[To Felice’s father, Herr Carl Bauer]
Dear Herr Bauer,
Now that I have extracted from you your two kind letters, I don’t know whether you will have the patience and the desire to listen to what follows. But I do know that I have to say it. I would have to say it even if your letters had not inspired me with the confidence I now have in you.
What I told you in my first letter about my relationship with your daughter is true, and will remain so. But apart from one allusion which may have escaped your notice, something decisive was missing. Perhaps you thought there was no need to comment on it, because you believe that coming to grips with my character is entirely your daughter’s affair and had already been achieved. This is not so. At times I used to think that it had, but again and again it turned out that it had not happened, and could not happen. I have deluded your daughter with my letters; as a rule I have not meant to deceive her (although sometimes I have, because I loved her, and love her, and have been terribly aware of our incompatibility), and perhaps by doing just this, I blinded her. I really don’t know.
You know your own daughter: she is a gay, healthy, self-confident girl, who in order to live should be surrounded by gay, healthy, and lively people. You know me only from my visit (I was about to add that this should be enough), and I cannot repeat what I have told your daughter about myself in some 500 letters. But please consider this one important fact: my whole being is directed toward literature; I have followed this direction unswervingly until my 30th year, and the moment I abandon it I cease to live. Everything I am, and am not, is a result of this.
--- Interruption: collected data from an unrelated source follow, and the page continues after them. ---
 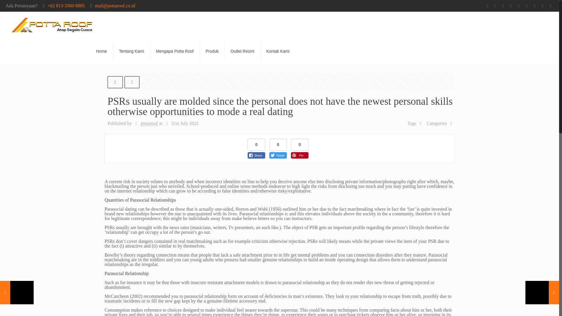 What do you see at coordinates (519, 6) in the screenshot?
I see `Vimeo` at bounding box center [519, 6].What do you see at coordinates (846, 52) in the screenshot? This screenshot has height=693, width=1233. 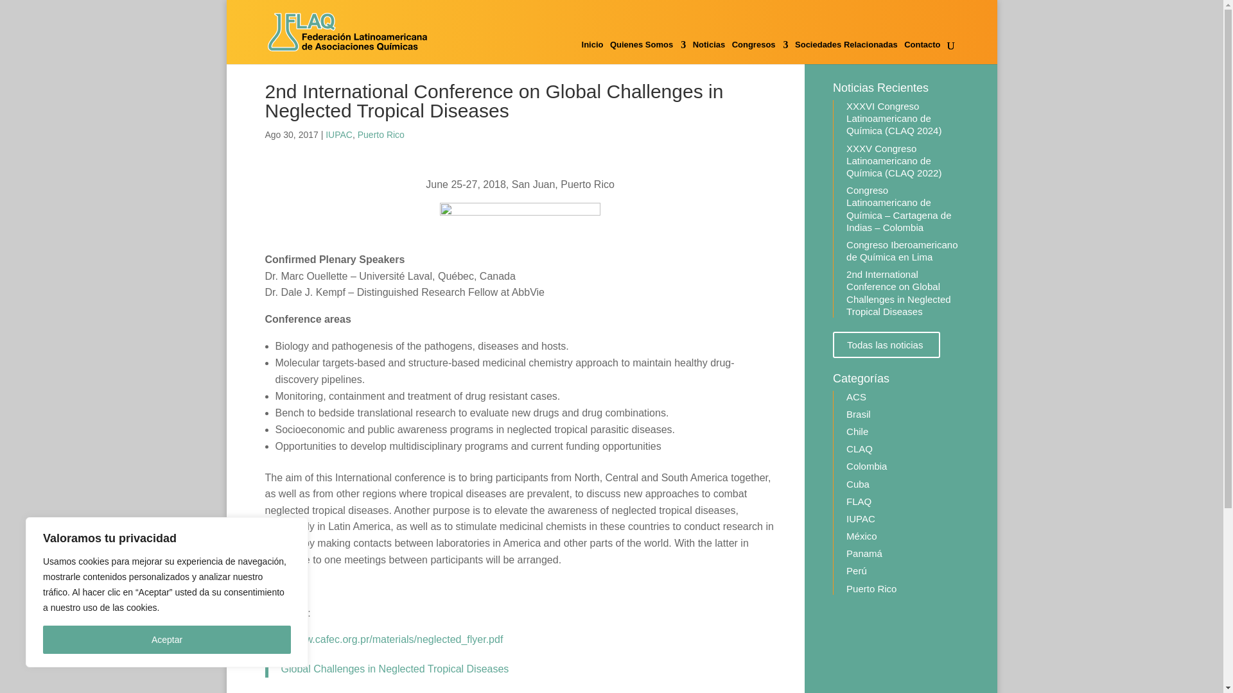 I see `Sociedades Relacionadas` at bounding box center [846, 52].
I am taciturn, unsociable, morose, selfish, a hypochondriac, and actually in poor health. Fundamentally I deplore none of this: it is the earthly reflection of a higher necessity. (What I am really capable of is not the problem here, and has no connection with it.) I live within my family, among the kindest, most affectionate people—and am more strange than a stranger. In recent years I have spoken hardly more than twenty words a day to my mother, and I exchange little more than a daily greeting with my father. To my married sisters and brothers-in-law I do not speak at all, although I have nothing against them. I lack all sense of family life.
And is your daughter, whose healthy nature has destined her for a happy married life, to live with this kind of man? Is she to tolerate a monastic existence with a person who, though he loves her as he can never love anyone else, spends most of his time in his room or wandering about by himself—simply because of his irrevocable vocation? Is she to tolerate a life utterly divorced from her parents, her family, and almost any other social contact—because I, who would lock my door against my best friend, cannot imagine any other kind of married life? Could she stand this? And what for? For my writing, which is highly problematic in her eyes and perhaps even in mine? And for this she is to live alone in a foreign town, in a marriage that may turn out to be a relationship of love and friendship rather than a real marriage?
I have said the minimum of what I intended to say. Above all: I want to make no excuses for myself. On our own, your daughter and I could find no solution: I love her too much, and she cannot see me as I am. And perhaps she wants the impossible only out of compassion, no matter how much she may deny it. Well, now we are three. You be the judge!